My husband and I have been going to restaurants together since we started dating — approximately seven years ago. Because that’s what you do with humans you like spending time with: You eat out at restaurants and treat yourselves to steaks and veggie burgers and nachos and lo mein and maybe even adult beverages if that’s the kind of mood you’re in, and you enjoy each other’s company. (Or maybe you are much, much more fiscally responsible than I am and you cook at home, and if that’s the case, I salute you; you’re going to be a millionaire much sooner than I am.)
When you go out with your parents, or your BFF, or even a co-worker, they might scrutinize the food they ordered. They might send back their salad because the arugula seems, ugh, I don’t know, flaccid. They might be like, “This avocado toast is just OK, but I kind of want my $16 back, you know?” But the level of scrutiny from friends and family does not match the level of scrutiny from a professional chef who is, by nature, a food snob.
For 20+ years, my husband has cooked food on a monstrous scale. He’s been behind the scenes. He knows the secrets of cooks that we regular restaurant go-ers do not know. He has ordered millions of dollars worth of food for millions of hungry people. He is on first-name bases with the people who deliver produce in big cardboard boxes you normally only see when you buy a refrigerator, and part of his many jobs has been to inspect the food that’s delivered to make sure it’s fresh and doesn’t look like crap before it gets cooked.
So when we go out to eat at a restaurant, he can spot imperfections and shortcuts gone wrong, and it’s annoying sometimes, but the intel is also useful. If you’re still reading this, then I assume you wanna know it, too. Let’s begin with the many ways going out to eat has been destroyed forever for me (and now you, sorry about that).
“Homemade” is such a loosey-goosey term thrown around in the food and bev world. If something is ACTUALLY homemade, the cook has truly created the type of food from scratch, not using (or barely using) anything pre-made.
If the fries are, they’re usually unevenly shaped and don’t look like a machine sliced them. For me, fries are fries, and they are delicious, and I will stuff my face with all the fries, regardless of where they came from. But now ya know the truth.
Usually frozen fish is uniform in size and more watery. It usually tastes the same as fresh, so *shrug*.
Specials is (generally) code for “we have a ton of stuff left over from our last order, and we don’t want to waste food, so we came up with an entree or two that utilize these on-the-cusp-of-going-bad ingredients.”
Technically, the fish is OK to eat. But it’s on its last legs (fins?). It has maybe one more day until it could be poison and give you a tummy ache. It’s also not fresh by that point — it’s been frozen. So, hey, it’s your life. I’m just sayin’.
I don’t know how, but he can tell when a sauce isn’t made from scratch.
And this is something I actually learned while serving for a few years in college.
Only thing is that if the dish is too old, or if it’s already been heated, the cheese starts to break.
If your soda tastes weird, it could be because the nozzles haven’t been cleaned (when I worked at Panera in high school, we had to send them through the dishwasher *every* night).
This can also get you sick, so be careful out there, fam.
Same idea. A restaurant or hotel or wherever that has an ice machine should be cleaning out their ice.
Ideally, you don’t want your ice to taste like anything, right?
Watch the coffee as you pour your milk/creamer in.
Or does the coffee just immediately turn a lighter color of brown? You’ll know what I mean.
New York-style cheesecake and tiramisu from a cafe that doesn’t specialize in dessert (or really have the capacity) is most likely not made in-house.
If you care about such things.
There’s a huge difference. When someone has cracked eggs into a bowl and whisked, you’ll get an even texture and color (light, light yellow, preferably fluffy).
Can you tell that I love scrambled eggs? I do.
That’s worse than instant potatoes (he knows the difference between NICE instant potatoes because those generally will have bits of potato skin mixed in, and cheap instant potatoes, which are more bland and powder-y), IMO, because there’s actually something about instant potatoes I secretly like (don’t tell anyone, especially my hub).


• **ACTIVITY**: No pictures belong in the copy. Set down exactly the lines from the one that contains "Identify all the" through the end of the data.

'''

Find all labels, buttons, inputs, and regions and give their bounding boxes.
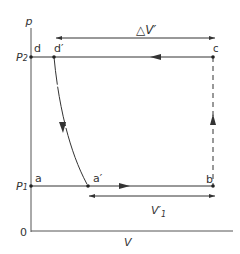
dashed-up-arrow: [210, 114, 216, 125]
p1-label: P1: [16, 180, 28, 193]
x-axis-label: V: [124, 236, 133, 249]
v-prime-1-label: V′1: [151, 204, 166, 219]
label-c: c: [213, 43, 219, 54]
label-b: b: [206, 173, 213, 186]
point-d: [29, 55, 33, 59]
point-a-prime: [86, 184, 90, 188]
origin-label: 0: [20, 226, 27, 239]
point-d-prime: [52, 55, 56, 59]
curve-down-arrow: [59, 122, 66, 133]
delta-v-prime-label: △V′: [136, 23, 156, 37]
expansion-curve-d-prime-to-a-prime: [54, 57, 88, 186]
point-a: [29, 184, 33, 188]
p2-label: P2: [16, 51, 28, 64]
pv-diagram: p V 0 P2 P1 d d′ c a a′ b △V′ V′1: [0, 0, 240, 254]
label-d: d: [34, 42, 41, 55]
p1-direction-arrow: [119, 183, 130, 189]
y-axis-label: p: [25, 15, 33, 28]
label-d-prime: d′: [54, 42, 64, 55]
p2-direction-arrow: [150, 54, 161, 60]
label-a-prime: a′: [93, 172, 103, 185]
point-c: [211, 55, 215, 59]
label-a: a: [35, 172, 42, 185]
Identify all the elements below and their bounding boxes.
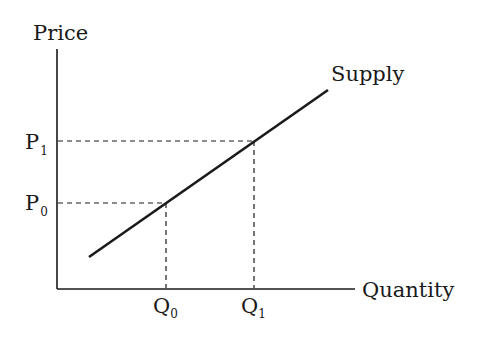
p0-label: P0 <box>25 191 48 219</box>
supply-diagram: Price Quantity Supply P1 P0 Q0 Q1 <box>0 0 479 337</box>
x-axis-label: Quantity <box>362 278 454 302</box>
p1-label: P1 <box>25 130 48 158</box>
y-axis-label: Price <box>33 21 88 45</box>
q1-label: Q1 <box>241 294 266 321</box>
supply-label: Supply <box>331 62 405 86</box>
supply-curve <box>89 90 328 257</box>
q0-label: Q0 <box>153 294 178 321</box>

'''

• **RESULT FOR THIS EXERCISE**:
Identify all the elements below and their bounding boxes.
p0-label: P0 <box>25 191 48 219</box>
supply-diagram: Price Quantity Supply P1 P0 Q0 Q1 <box>0 0 479 337</box>
x-axis-label: Quantity <box>362 278 454 302</box>
p1-label: P1 <box>25 130 48 158</box>
y-axis-label: Price <box>33 21 88 45</box>
q1-label: Q1 <box>241 294 266 321</box>
supply-label: Supply <box>331 62 405 86</box>
supply-curve <box>89 90 328 257</box>
q0-label: Q0 <box>153 294 178 321</box>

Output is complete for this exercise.